The 2007 law further requires VWP travelers to provide basic biographic information, such as names and passport numbers, through an online form called the Electronic System for Travel Authorization, or ESTA. A separate statute directs airlines to turn over reservation data for all U.S.-bound passengers, including from visa waiver countries. These measures enable authorities to check travelers against terrorism watchlists and, using link analysis and other techniques, to identify connections between known terrorists and their unknown associates.
This substitute data may well have more intelligence value than the opportunity to conduct face-to-face interviews with visa applicants, and the U.S. is unlikely to have access to it without the VWP. In short, the VWP gives the United States leverage to acquire critical intelligence information that foreign governments otherwise might be reluctant to provide.
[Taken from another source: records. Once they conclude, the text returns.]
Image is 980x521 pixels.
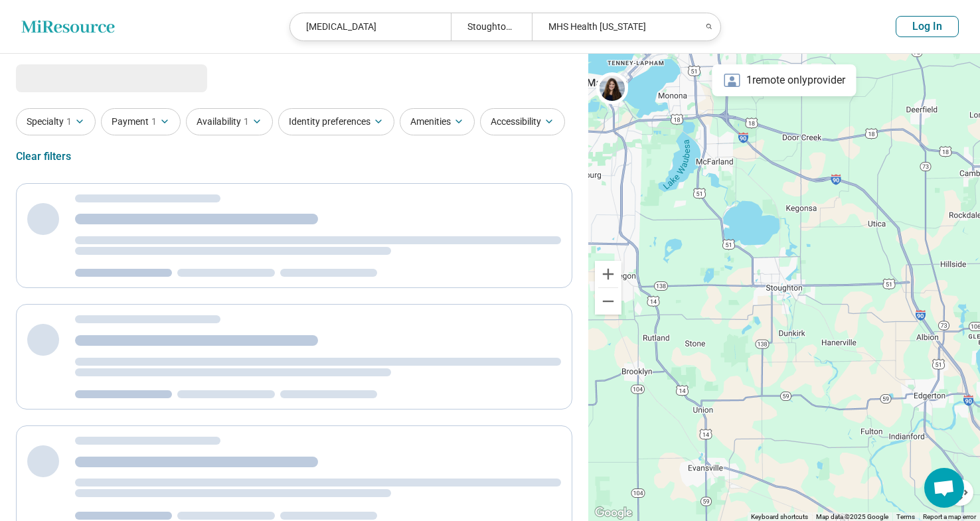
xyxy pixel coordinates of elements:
[531,14,693,40] div: MHS Health [US_STATE]
[595,260,622,287] button: Zoom in
[923,513,976,520] a: Report a map error
[243,115,249,128] span: 1
[101,108,181,136] button: Payment1
[816,513,889,520] span: Map data ©2025 Google
[399,108,475,136] button: Amenities
[67,115,72,128] span: 1
[15,108,96,136] button: Specialty1
[896,513,915,520] a: Terms (opens in new tab)
[278,108,395,136] button: Identity preferences
[480,108,565,136] button: Accessibility
[924,468,965,507] a: Open chat
[451,14,531,40] div: Stoughton, [GEOGRAPHIC_DATA]
[186,108,273,136] button: Availability1
[896,15,959,37] button: Log In
[15,65,128,91] span: Loading...
[151,115,157,128] span: 1
[290,14,451,40] div: [MEDICAL_DATA]
[712,65,856,97] div: 1 remote only provider
[15,140,71,172] div: Clear filters
[595,288,622,314] button: Zoom out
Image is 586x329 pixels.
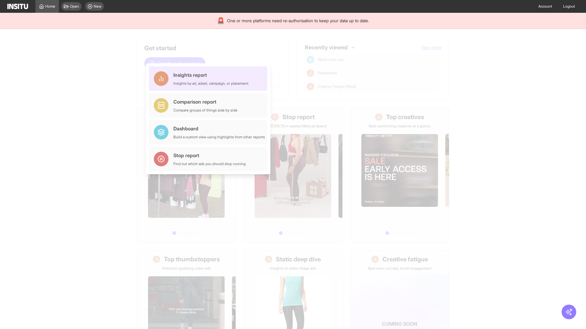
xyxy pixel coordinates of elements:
[173,81,248,86] div: Insights by ad, adset, campaign, or placement
[173,71,248,79] div: Insights report
[94,4,101,9] span: New
[173,125,265,132] div: Dashboard
[173,135,265,140] div: Build a custom view using highlights from other reports
[227,18,369,24] span: One or more platforms need re-authorisation to keep your data up to date.
[173,108,237,113] div: Compare groups of things side by side
[217,16,225,25] div: 🚨
[45,4,55,9] span: Home
[70,4,79,9] span: Open
[173,162,246,167] div: Find out which ads you should stop running
[7,4,28,9] img: Logo
[173,98,237,106] div: Comparison report
[173,152,246,159] div: Stop report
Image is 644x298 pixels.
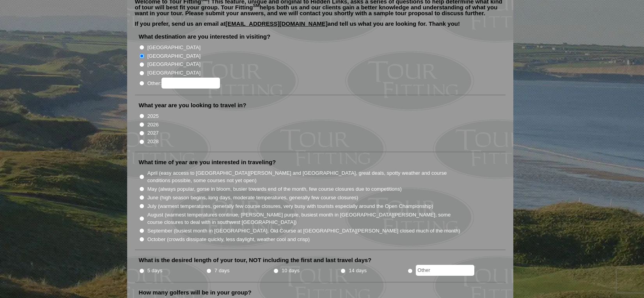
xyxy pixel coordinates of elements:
sup: SM [253,3,260,8]
label: [GEOGRAPHIC_DATA] [147,52,200,60]
label: How many golfers will be in your group? [139,288,252,296]
label: August (warmest temperatures continue, [PERSON_NAME] purple, busiest month in [GEOGRAPHIC_DATA][P... [147,211,461,226]
label: July (warmest temperatures, generally few course closures, very busy with tourists especially aro... [147,203,433,211]
label: 14 days [348,267,367,275]
label: 5 days [147,267,163,275]
label: June (high season begins, long days, moderate temperatures, generally few course closures) [147,194,359,202]
label: 2027 [147,129,159,137]
p: If you prefer, send us an email at and tell us what you are looking for. Thank you! [135,21,505,32]
label: Other: [147,78,220,89]
input: Other [416,265,474,276]
label: 2026 [147,121,159,129]
label: October (crowds dissipate quickly, less daylight, weather cool and crisp) [147,236,310,244]
label: What is the desired length of your tour, NOT including the first and last travel days? [139,256,372,264]
a: [EMAIL_ADDRESS][DOMAIN_NAME] [226,20,328,27]
label: 2025 [147,112,159,120]
label: [GEOGRAPHIC_DATA] [147,60,200,68]
label: [GEOGRAPHIC_DATA] [147,44,200,51]
label: 7 days [215,267,230,275]
label: What destination are you interested in visiting? [139,33,271,41]
label: May (always popular, gorse in bloom, busier towards end of the month, few course closures due to ... [147,185,402,193]
label: What time of year are you interested in traveling? [139,159,276,166]
label: April (easy access to [GEOGRAPHIC_DATA][PERSON_NAME] and [GEOGRAPHIC_DATA], great deals, spotty w... [147,169,461,184]
label: 2028 [147,138,159,146]
label: September (busiest month in [GEOGRAPHIC_DATA], Old Course at [GEOGRAPHIC_DATA][PERSON_NAME] close... [147,227,461,235]
label: What year are you looking to travel in? [139,102,247,109]
label: 10 days [282,267,300,275]
input: Other: [162,78,220,89]
label: [GEOGRAPHIC_DATA] [147,69,200,77]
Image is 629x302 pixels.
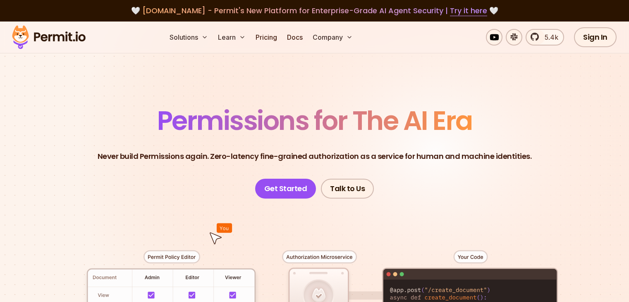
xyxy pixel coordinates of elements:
[252,29,280,45] a: Pricing
[539,32,558,42] span: 5.4k
[8,23,89,51] img: Permit logo
[309,29,356,45] button: Company
[525,29,564,45] a: 5.4k
[255,179,316,198] a: Get Started
[166,29,211,45] button: Solutions
[157,102,472,139] span: Permissions for The AI Era
[574,27,616,47] a: Sign In
[450,5,487,16] a: Try it here
[214,29,249,45] button: Learn
[321,179,374,198] a: Talk to Us
[283,29,306,45] a: Docs
[20,5,609,17] div: 🤍 🤍
[98,150,531,162] p: Never build Permissions again. Zero-latency fine-grained authorization as a service for human and...
[142,5,487,16] span: [DOMAIN_NAME] - Permit's New Platform for Enterprise-Grade AI Agent Security |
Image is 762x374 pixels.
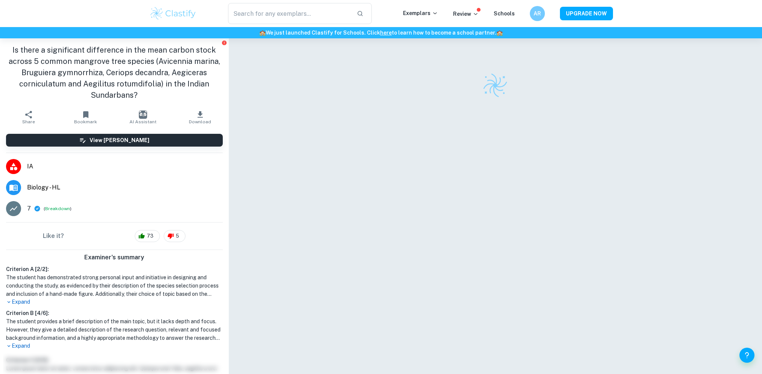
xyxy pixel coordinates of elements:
h6: AR [533,9,542,18]
span: Biology - HL [27,183,223,192]
h1: The student has demonstrated strong personal input and initiative in designing and conducting the... [6,274,223,298]
a: Schools [494,11,515,17]
h6: View [PERSON_NAME] [90,136,149,145]
h6: Like it? [43,232,64,241]
p: Expand [6,298,223,306]
h6: We just launched Clastify for Schools. Click to learn how to become a school partner. [2,29,761,37]
button: Breakdown [45,205,70,212]
h1: The student provides a brief description of the main topic, but it lacks depth and focus. However... [6,318,223,342]
button: AR [530,6,545,21]
button: Help and Feedback [740,348,755,363]
span: 73 [143,233,158,240]
p: Review [453,10,479,18]
h6: Criterion B [ 4 / 6 ]: [6,309,223,318]
button: Download [172,107,229,128]
h1: Is there a significant difference in the mean carbon stock across 5 common mangrove tree species ... [6,44,223,101]
span: 5 [172,233,183,240]
p: 7 [27,204,31,213]
button: AI Assistant [114,107,172,128]
input: Search for any exemplars... [228,3,351,24]
p: Expand [6,342,223,350]
span: 🏫 [259,30,266,36]
img: AI Assistant [139,111,147,119]
div: 73 [135,230,160,242]
span: Download [189,119,211,125]
span: Share [22,119,35,125]
span: AI Assistant [129,119,157,125]
button: View [PERSON_NAME] [6,134,223,147]
div: 5 [164,230,186,242]
img: Clastify logo [482,72,508,99]
h6: Criterion A [ 2 / 2 ]: [6,265,223,274]
span: IA [27,162,223,171]
span: ( ) [44,205,72,213]
h6: Examiner's summary [3,253,226,262]
span: 🏫 [496,30,503,36]
a: here [380,30,392,36]
img: Clastify logo [149,6,197,21]
button: Bookmark [57,107,114,128]
p: Exemplars [403,9,438,17]
button: Report issue [222,40,227,46]
button: UPGRADE NOW [560,7,613,20]
span: Bookmark [74,119,97,125]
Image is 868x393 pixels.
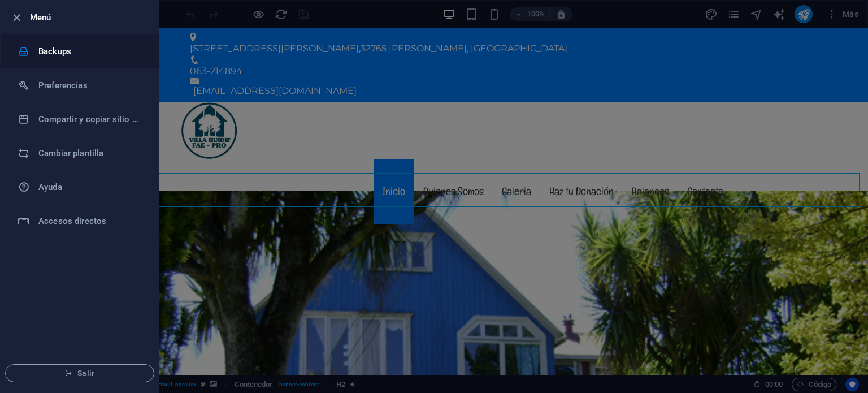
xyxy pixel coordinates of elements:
[15,369,145,378] span: Salir
[38,112,143,126] h6: Compartir y copiar sitio web
[38,45,143,58] h6: Backups
[5,364,154,382] button: Salir
[1,170,159,204] a: Ayuda
[38,180,143,194] h6: Ayuda
[38,146,143,160] h6: Cambiar plantilla
[30,11,150,24] h6: Menú
[38,214,143,228] h6: Accesos directos
[38,79,143,92] h6: Preferencias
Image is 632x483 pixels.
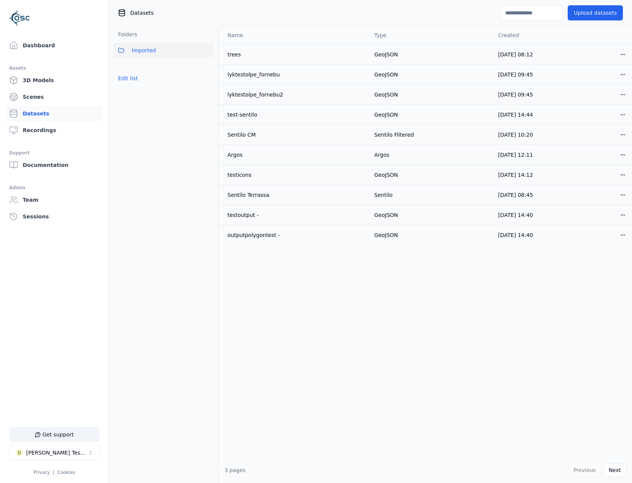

Curtailing the program would substantially weaken other countries’ incentives to share it.
This is not to suggest that the VWP is perfect. As Congress and the administration look for ways to make the program more secure, there are at least two reforms that merit consideration.
First, the existing intelligence sharing arrangements should be fully implemented. The vast majority if not all of the 38 visa waiver countries have signed the required agreements, but implementation appears to be more spotty. According to a 2012 GAO report, PCSC sharing in particular has been stymied by technological challenges that make it difficult for U.S. systems to interface with those of VWP members. An obvious and easy reform is to invest in the necessary network and system upgrades.
Second, intelligence sharing should be expanded to help identify yet-unknown threats. The problem with HSPD-6 and PCSC exchanges is that they can only flag travelers who’ve been watchlisted or who have criminal records. They aren’t much use at detecting terrorists who have managed to escape notice—the so-called “clean skins.”
A solution would be to share the airline reservation data of travelers who’ve flown between visa waiver countries and hot spots like Iraq, Syria, and Yemen. Not only would that make it possible to track the movements of known threats—such as Charlie Hebdo gunman Said Kouachi, who is now known to have traveled from France to Yemen by way of Oman in 2011—it also would allow authorities to flag passengers whose travel patterns are consistent with those of foreign fighters and who therefore might merit a little extra scrutiny at airports. The difficulty here is that European countries do not uniformly collect airline passenger data but, as the Post reports, some leaders are pushing to do so in the wake of the Paris attacks.
Defenders of the Visa Waiver Program usually point to its economic advantages—in 2012, visa-free travel brought 19.1 million visitors to our shores, along with millions of trade and tourism dollars. Those benefits are significant. But in a post-9/11 world, the VWP also has to be sound from a security standpoint. My sense is that it is. The program is a carrot that induces members to provide vital intelligence the U.S. otherwise would lack, and more information sharing would only strengthen it.
Nathan A. Sales is associate professor of law at Syracuse University, where he teaches national security law, administrative law, and constitutional law. From 2006-2007, he was Deputy Assistant Secretary in the policy office at the Department of Homeland Security, and he previously served in the Justice Department’s Office of Legal Policy. After graduating from Duke Law School, he clerked for Judge David Sentelle of the U.S. Court of Appeals for the D.C. Circuit.